Undergo training over a sustained period of time and same basic courses;
c.
Trainees are under high demand of their credentialed faculties
These according to Freidson (ibid) resulted trainees? commitment to and identification with a particular occupation hence create a degree of solidarity with other trainees who have gone through the same process of acquiring special body of knowledge from training institutes. Freidson (2001:101) adds:
The sense of community, or solidarity, among those trained at professional schools is strengthened by the common problems they confront in the course of their work, and both together encourage an inclination to form societies or associations in which they can come together to ??share new knowledge and techniques.

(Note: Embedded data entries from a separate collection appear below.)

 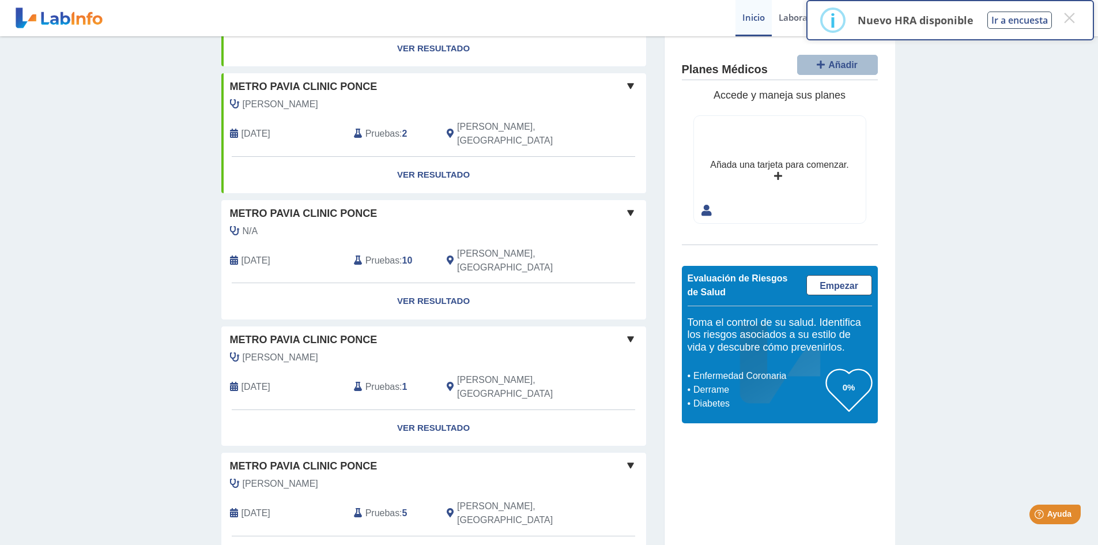 What do you see at coordinates (849, 387) in the screenshot?
I see `h3: 0%` at bounding box center [849, 387].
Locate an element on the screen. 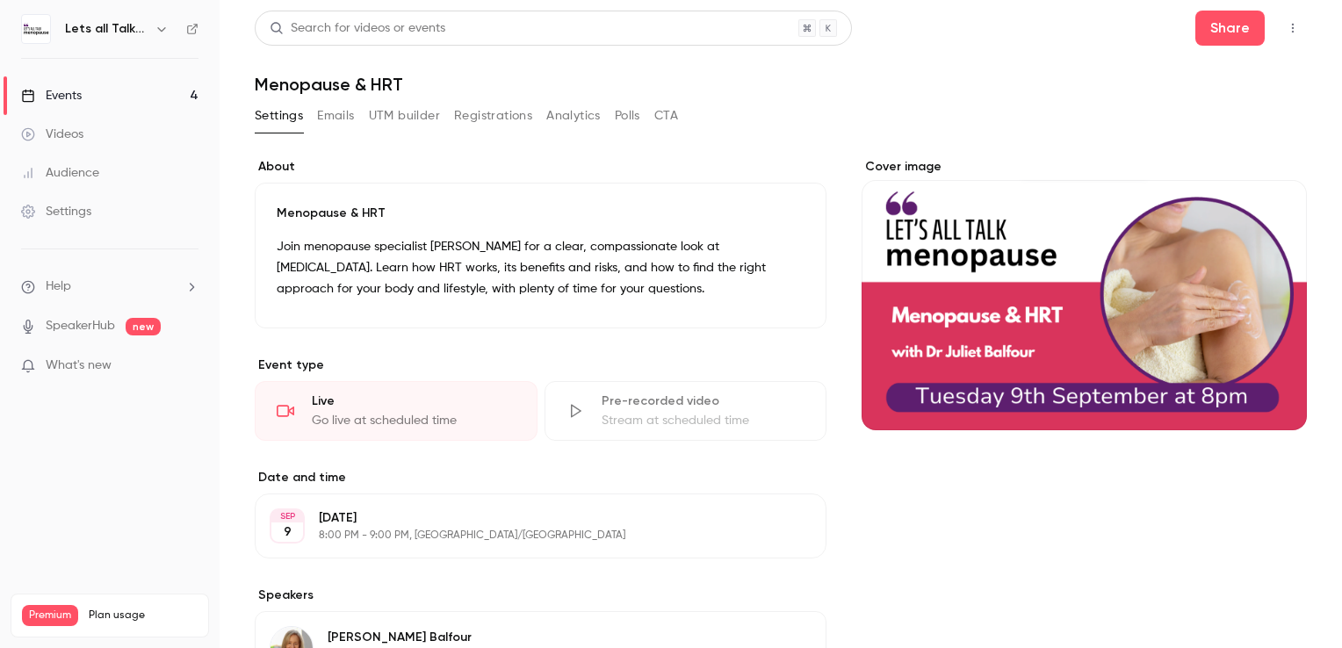  p: 9 is located at coordinates (287, 532).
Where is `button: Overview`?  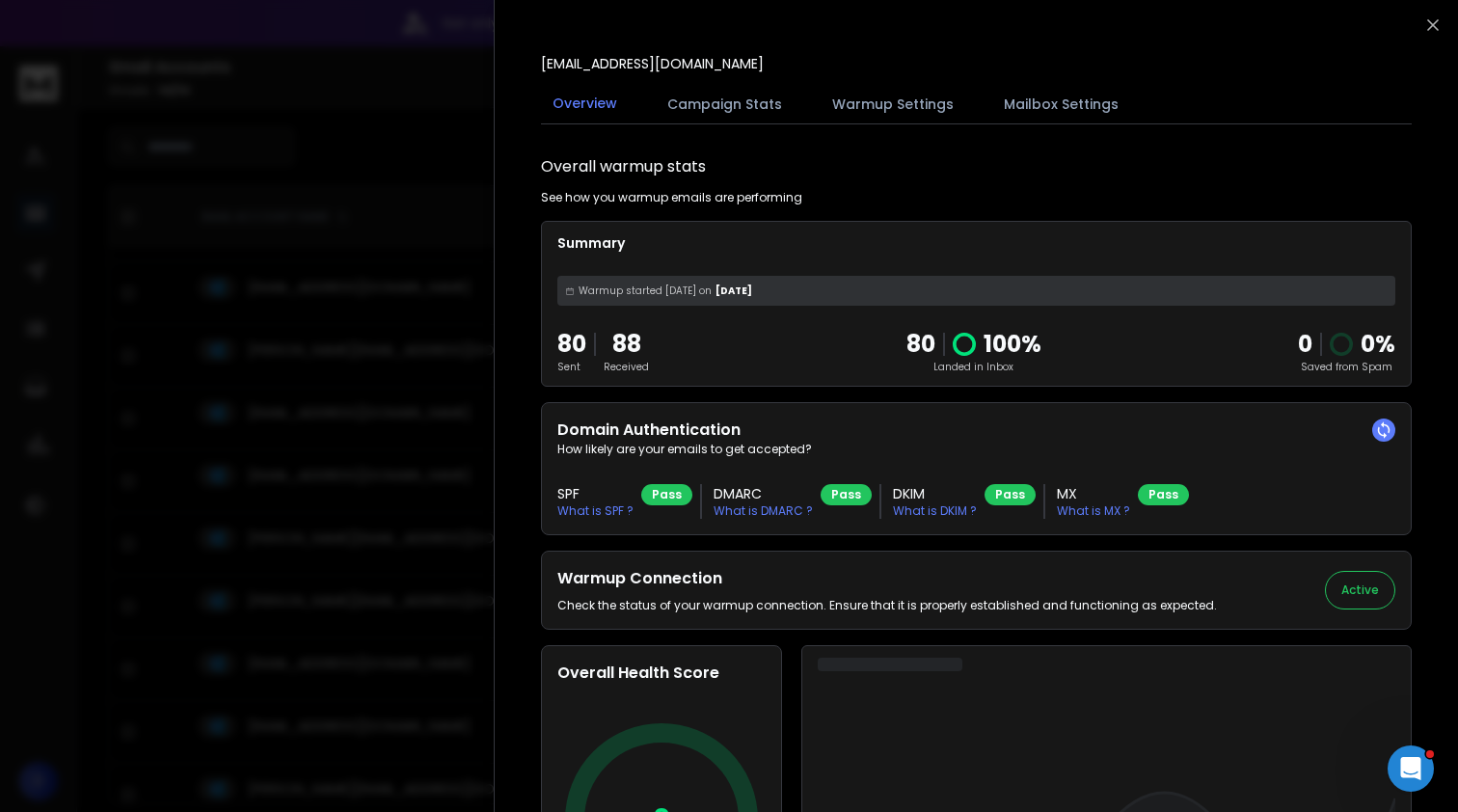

He also argues that professional training is likely to socialize the trainees into an occupational culture that is shared with fellow-students.
d) Professionals? status
One of the key characteristics of professions is that they are knowledge based occupational groups. Thus, professional education in the ?semi professions? such as teaching has moved from a ?vocational? model to an ?academic? model (Smeby, 2004:2). For Freidson (ibid) professional training is the source of knowledge base that help in shaping professionals? high cultural (social) prestige. The connection of professional training with higher education fosters social status. As Freidson (ibid) argues that ?the prestige attached to professions stems less from the social origin of their members than from the fact of their attending institutions of higher education that are respected by the elite, and their service to elite interests?. For Torstendahl (1993:111), the universities in Europe were established to train the specialized servants to serve the elite:
..university objectives were professional in learning from the very beginning. They were designed to assure that groups of people would be given a training which would enable them to cope with problems of certain defined fields of practice of particular concern to princes and churches.